Cuddalore, 12 July 2007: SPIC Pharmaceuticals released large quantities of effluents into an open drainage canal in Eachangadu village from the night of 10 July to the evening of 11 July 2007. According to local residents, the effluent was blackish yellow in colour, had a rotten cabbage and human excreta odour. SIPCOT Area Community Environmental Monitors ranked the odour at 9 (on a scale of 1 to 10). The local school remained closed today as many villagers complained of giddiness and discomfort.
Residents said that the effluents were first released from behind the unit and was later diverted to the canal of the village. Outlets in the SPIC boundary wall facing the village channelised the effluents into the canal. One resident also reported death of four chicken and one goat after they consumed polluted water from the canal.
Acting on oral and written complaints, Tamilnadu Pollution Control Board officials directed the company to collect the effluents in a tanker and store it within its factory premises. However, effluents continued to flow in the open canal for at least a day after TNPCB’s instructions.
“The TNPCB is a paper tiger. Nobody pays any attention to it. SPIC is far more powerful, politically, than any TNPCB official,” SACEM said. Only recently, TNPCB gave up efforts to discipline the company for illegally storing toxic wastes behind its factory, after the High Court issued an injunction on the Board’s order for closure.
SIPCOT monitors have identified SPIC as a repeat violator.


__TASK__. Beginning with the line where "Output the bbox for human body." appears, restate each line word for word until the data ends. Pictures do not go in.

[Extracted data entries]
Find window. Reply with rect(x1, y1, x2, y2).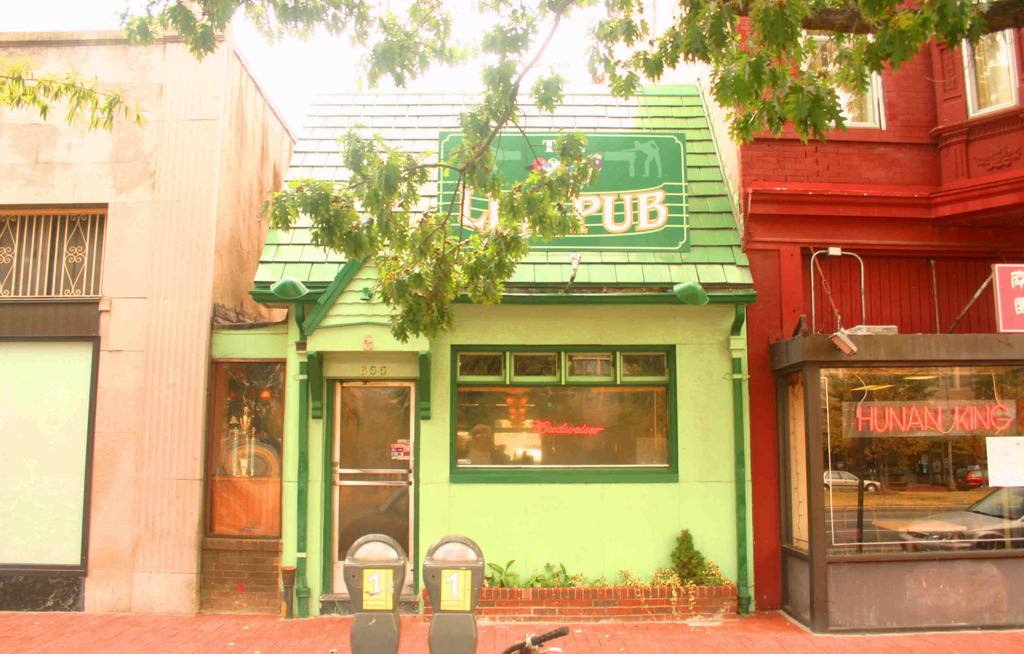
rect(797, 28, 879, 126).
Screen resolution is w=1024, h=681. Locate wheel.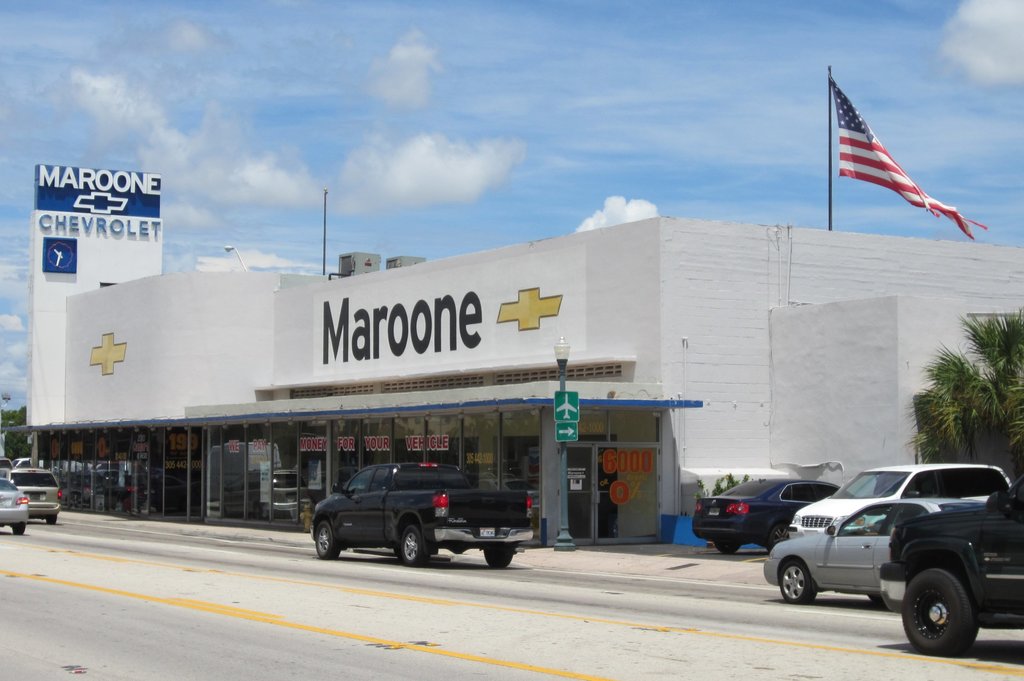
<bbox>401, 524, 429, 568</bbox>.
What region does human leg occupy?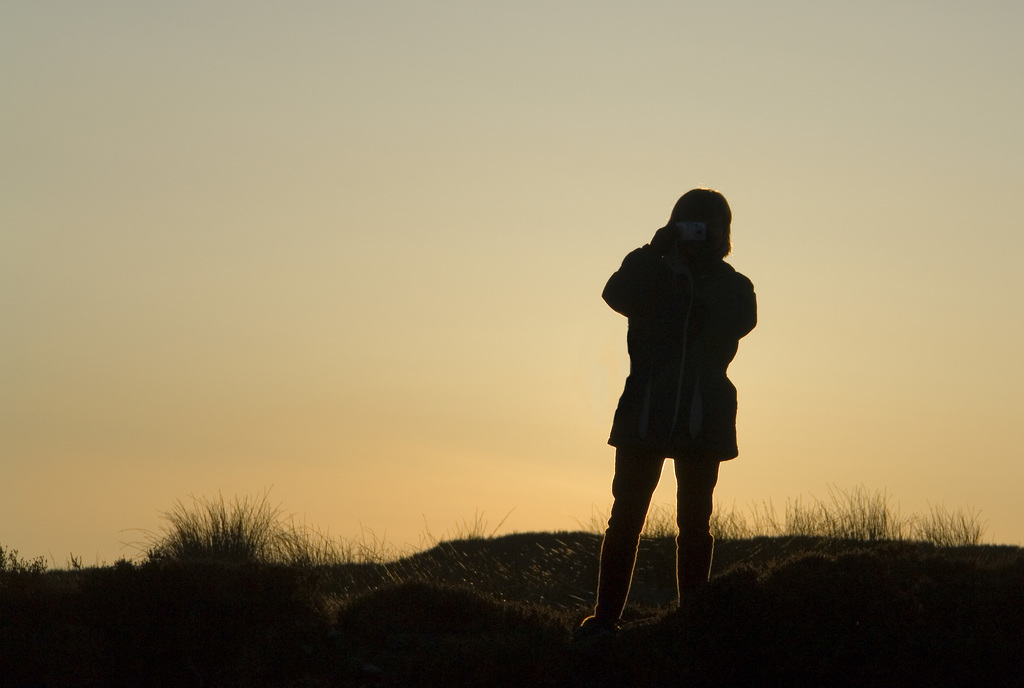
locate(674, 447, 716, 604).
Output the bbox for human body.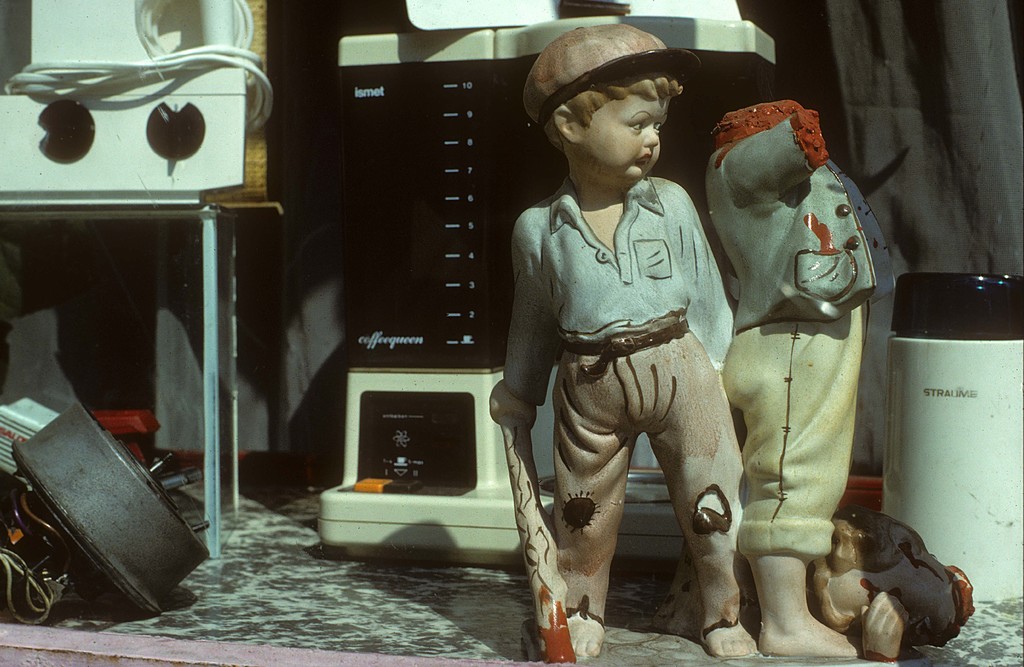
<box>485,174,755,663</box>.
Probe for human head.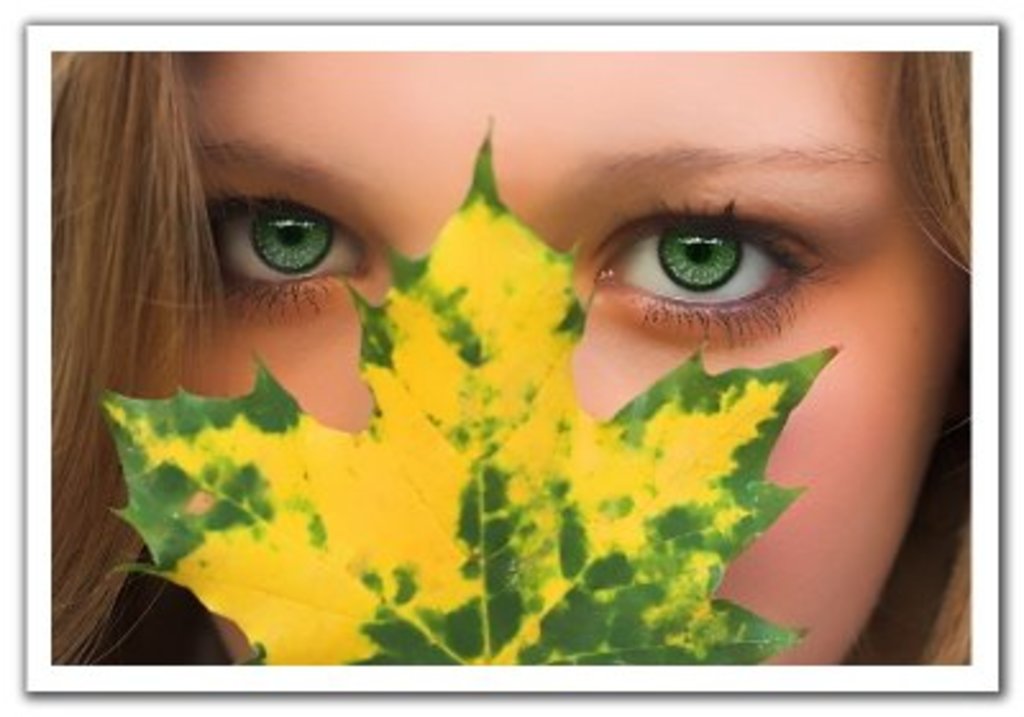
Probe result: bbox=[125, 33, 929, 617].
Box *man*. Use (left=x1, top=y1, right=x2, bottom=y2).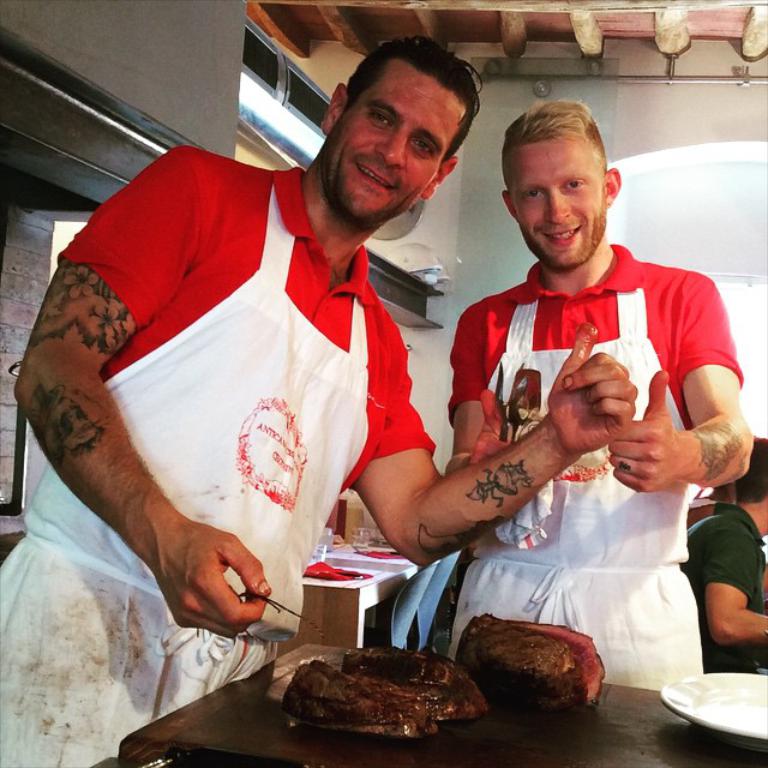
(left=437, top=100, right=755, bottom=689).
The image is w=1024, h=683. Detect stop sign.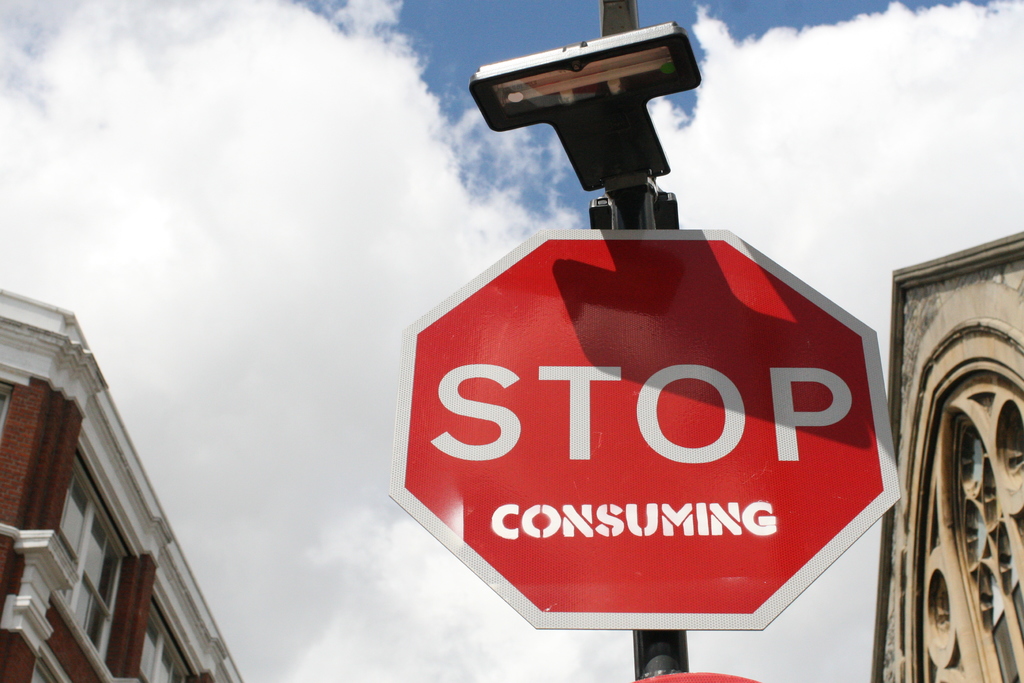
Detection: 383, 226, 904, 628.
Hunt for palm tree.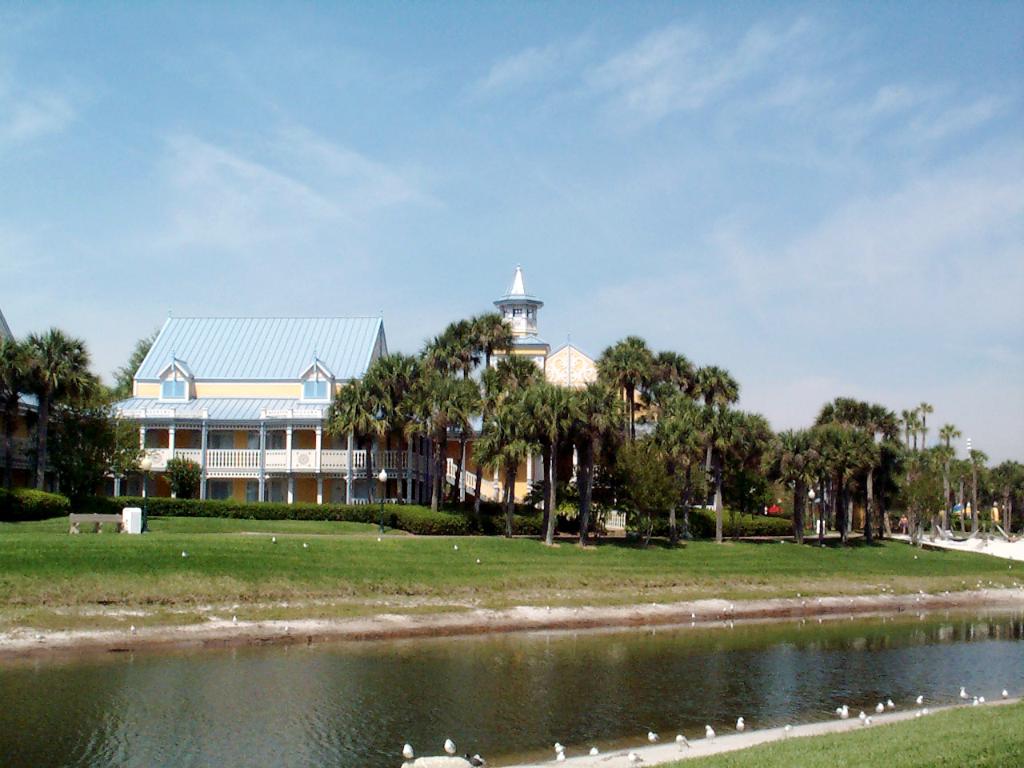
Hunted down at 492,372,586,582.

__ANSWER SECTION__.
Output the bbox for human body.
<box>485,174,755,663</box>.
Probe for human head.
Probe result: bbox=[125, 33, 929, 617].
Box *man*. Use (left=x1, top=y1, right=x2, bottom=y2).
(left=437, top=100, right=755, bottom=689).
The image is w=1024, h=683. Detect stop sign.
Detection: 383, 226, 904, 628.
Hunt for palm tree.
Hunted down at 492,372,586,582.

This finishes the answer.